Legal Help Questions, Search Queries, and AI Prompts

When people go online to seek help for their legal problems, how do they ask for help?

When they go to search engines like Google Search, what do they ask as a search query?

When they go to generative AI platforms like ChatGPT or Bard, what do they prompt?

The Legal Design Lab has been gathering common legal help search engine queries and AI chatbot prompts. We have been gathering them via surveys, fictional scenario exercises, and keyword research tools. On this page, we present sets of common legal help queries. Please be in touch with us if you’d like to use these in your projects.

Our Lab worked with Suffolk LIT Lab and the moderators of r/legaladvice to create a dataset of people’s legal problem stories, labeled with legal issue codes.

The legal problem stories are taken from the Reddit forum r/legaladvice, where people can ask anonymous questions about a situation they are going through that might have a legal dimension.
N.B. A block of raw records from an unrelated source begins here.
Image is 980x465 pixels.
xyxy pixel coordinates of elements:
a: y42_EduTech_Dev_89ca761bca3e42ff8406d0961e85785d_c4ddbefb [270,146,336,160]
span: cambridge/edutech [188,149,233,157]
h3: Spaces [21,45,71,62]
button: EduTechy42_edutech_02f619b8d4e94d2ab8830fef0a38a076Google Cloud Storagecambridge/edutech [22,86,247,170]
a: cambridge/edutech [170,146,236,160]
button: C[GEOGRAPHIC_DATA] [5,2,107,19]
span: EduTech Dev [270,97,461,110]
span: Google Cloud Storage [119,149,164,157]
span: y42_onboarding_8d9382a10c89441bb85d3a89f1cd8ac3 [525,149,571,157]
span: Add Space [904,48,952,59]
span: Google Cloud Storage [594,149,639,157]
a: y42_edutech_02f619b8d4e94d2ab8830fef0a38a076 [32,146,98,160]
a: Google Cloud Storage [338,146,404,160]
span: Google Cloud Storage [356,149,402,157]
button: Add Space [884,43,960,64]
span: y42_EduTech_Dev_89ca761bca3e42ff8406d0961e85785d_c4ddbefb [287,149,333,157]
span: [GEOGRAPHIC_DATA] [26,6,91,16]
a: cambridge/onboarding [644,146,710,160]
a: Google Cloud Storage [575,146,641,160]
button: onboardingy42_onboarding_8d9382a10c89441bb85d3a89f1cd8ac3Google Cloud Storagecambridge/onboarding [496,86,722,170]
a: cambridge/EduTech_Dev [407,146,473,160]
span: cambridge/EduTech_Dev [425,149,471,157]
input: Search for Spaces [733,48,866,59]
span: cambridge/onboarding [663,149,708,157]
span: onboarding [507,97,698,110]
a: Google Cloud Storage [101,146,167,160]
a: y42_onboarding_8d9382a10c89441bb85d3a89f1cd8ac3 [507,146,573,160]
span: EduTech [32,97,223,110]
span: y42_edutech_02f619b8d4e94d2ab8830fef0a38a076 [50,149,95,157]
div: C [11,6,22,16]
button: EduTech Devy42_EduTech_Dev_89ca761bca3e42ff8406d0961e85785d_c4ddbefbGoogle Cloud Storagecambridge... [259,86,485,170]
They typically write 3-5 paragraphs about their situation, include their jurisdiction, and ask for help with a specific decision or legal analysis they are trying to do.
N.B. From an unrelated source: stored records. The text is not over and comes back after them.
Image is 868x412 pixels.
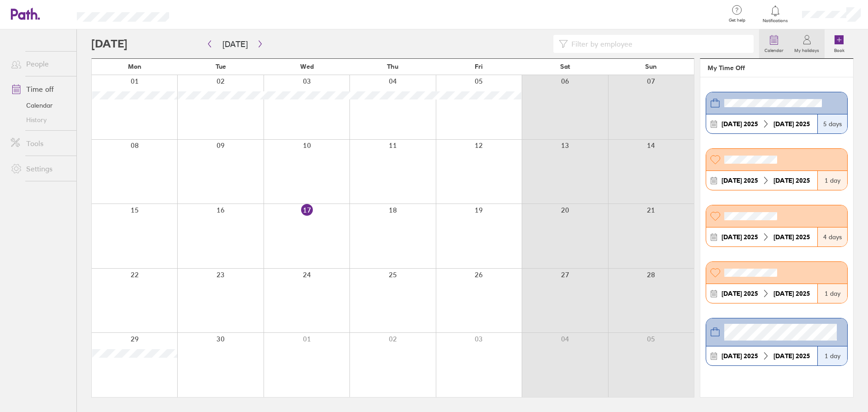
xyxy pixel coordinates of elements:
div: 2025 [718,353,761,360]
div: 2025 [770,289,814,297]
a: [DATE] 2025[DATE] 20254 days [706,205,847,247]
label: Calendar [759,45,789,53]
a: Book [825,30,853,58]
input: Filter by employee [568,36,749,52]
div: 1 day [818,284,847,303]
a: Notifications [760,5,790,24]
strong: [DATE] [722,233,742,241]
strong: [DATE] [773,233,794,241]
a: Time off [4,80,76,98]
span: Get help [722,18,751,23]
a: [DATE] 2025[DATE] 20251 day [706,148,847,191]
div: 2025 [770,353,814,360]
strong: [DATE] [773,352,794,360]
strong: [DATE] [722,352,742,360]
strong: [DATE] [722,289,742,297]
span: Sun [645,63,657,70]
a: Tools [4,134,76,152]
a: History [4,113,76,127]
div: 5 days [818,115,847,133]
div: 1 day [818,171,847,190]
strong: [DATE] [773,289,794,297]
a: Calendar [759,30,789,58]
span: Fri [475,63,483,70]
strong: [DATE] [722,177,742,185]
a: People [4,54,76,73]
a: [DATE] 2025[DATE] 20251 day [706,318,847,366]
strong: [DATE] [722,120,742,128]
span: Mon [128,63,141,70]
a: [DATE] 2025[DATE] 20251 day [706,262,847,303]
a: [DATE] 2025[DATE] 20255 days [706,92,847,133]
div: 2025 [718,177,761,184]
div: 2025 [718,289,761,297]
span: Thu [387,63,398,70]
div: 2025 [770,177,814,184]
span: Wed [300,63,314,70]
strong: [DATE] [773,177,794,185]
label: My holidays [789,45,825,53]
header: My Time Off [700,59,853,77]
label: Book [829,45,850,53]
span: Sat [560,63,570,70]
div: 1 day [818,347,847,366]
span: Tue [215,63,226,70]
div: 2025 [718,121,761,127]
a: My holidays [789,30,825,58]
strong: [DATE] [773,120,794,128]
button: [DATE] [215,37,255,51]
div: 2025 [770,233,814,241]
a: Calendar [4,98,76,113]
div: 2025 [770,121,814,127]
div: 2025 [718,233,761,241]
div: 4 days [818,227,847,246]
span: Notifications [760,18,790,24]
a: Settings [4,160,76,178]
The moderators shared these anonymous legal problem stories with our teams. Then we had law students and lawyers label these problem stories with standardized legal issue codes (taken from our LIST taxonomy). We did the labeling through the game Learned Hands that we created specifically for this project.

Visit the Suffolk LIT Lab page to get access to the problem stories and the issue code labels for them.
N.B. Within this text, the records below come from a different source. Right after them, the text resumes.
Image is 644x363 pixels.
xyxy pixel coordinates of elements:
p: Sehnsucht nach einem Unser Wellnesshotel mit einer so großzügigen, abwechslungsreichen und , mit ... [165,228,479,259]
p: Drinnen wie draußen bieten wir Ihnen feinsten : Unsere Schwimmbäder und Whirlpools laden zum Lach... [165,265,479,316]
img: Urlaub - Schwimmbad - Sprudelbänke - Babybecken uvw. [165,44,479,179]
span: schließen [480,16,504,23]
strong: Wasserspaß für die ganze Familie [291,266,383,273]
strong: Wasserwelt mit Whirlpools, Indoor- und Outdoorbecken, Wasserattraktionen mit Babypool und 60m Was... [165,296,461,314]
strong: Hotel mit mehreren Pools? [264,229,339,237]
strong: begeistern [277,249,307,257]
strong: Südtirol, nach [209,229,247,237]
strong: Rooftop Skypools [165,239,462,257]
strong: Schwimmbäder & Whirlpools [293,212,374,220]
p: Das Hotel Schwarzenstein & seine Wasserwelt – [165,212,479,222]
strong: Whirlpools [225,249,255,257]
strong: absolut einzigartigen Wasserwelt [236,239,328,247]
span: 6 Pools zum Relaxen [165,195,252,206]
Our team has gathered common search engine queries that people use when facing an eviction. In particular, these queries focus on the moments when a person has received a warning notice of a lawsuit, or the complaint and summons for an eviction lawsuit that has been filed against them.

These search queries come from surveys that we have run with members of the public, in which we have given them a fictional scenario of a possible eviction, and asked them what they would search on Google to find help. These queries also come from keyword research tools, like People Also Ask, in which we have gathered queries that Google auto-suggests to people based on past user behavior.

In Summer and Autumn 2023, our Lab team has been interviewing members of the public about how they use AI for legal problem-solving. We have given community members fictional legal problems about landlord-tenant issues, and then asked them to use an AI platform like Google Bard, ChatGPT, or Microsoft Bing Chat.

We have recorded what prompts they enter into the AI platform, to seek help for a possible eviction. Here are the prompts that community members have used to seek legal help.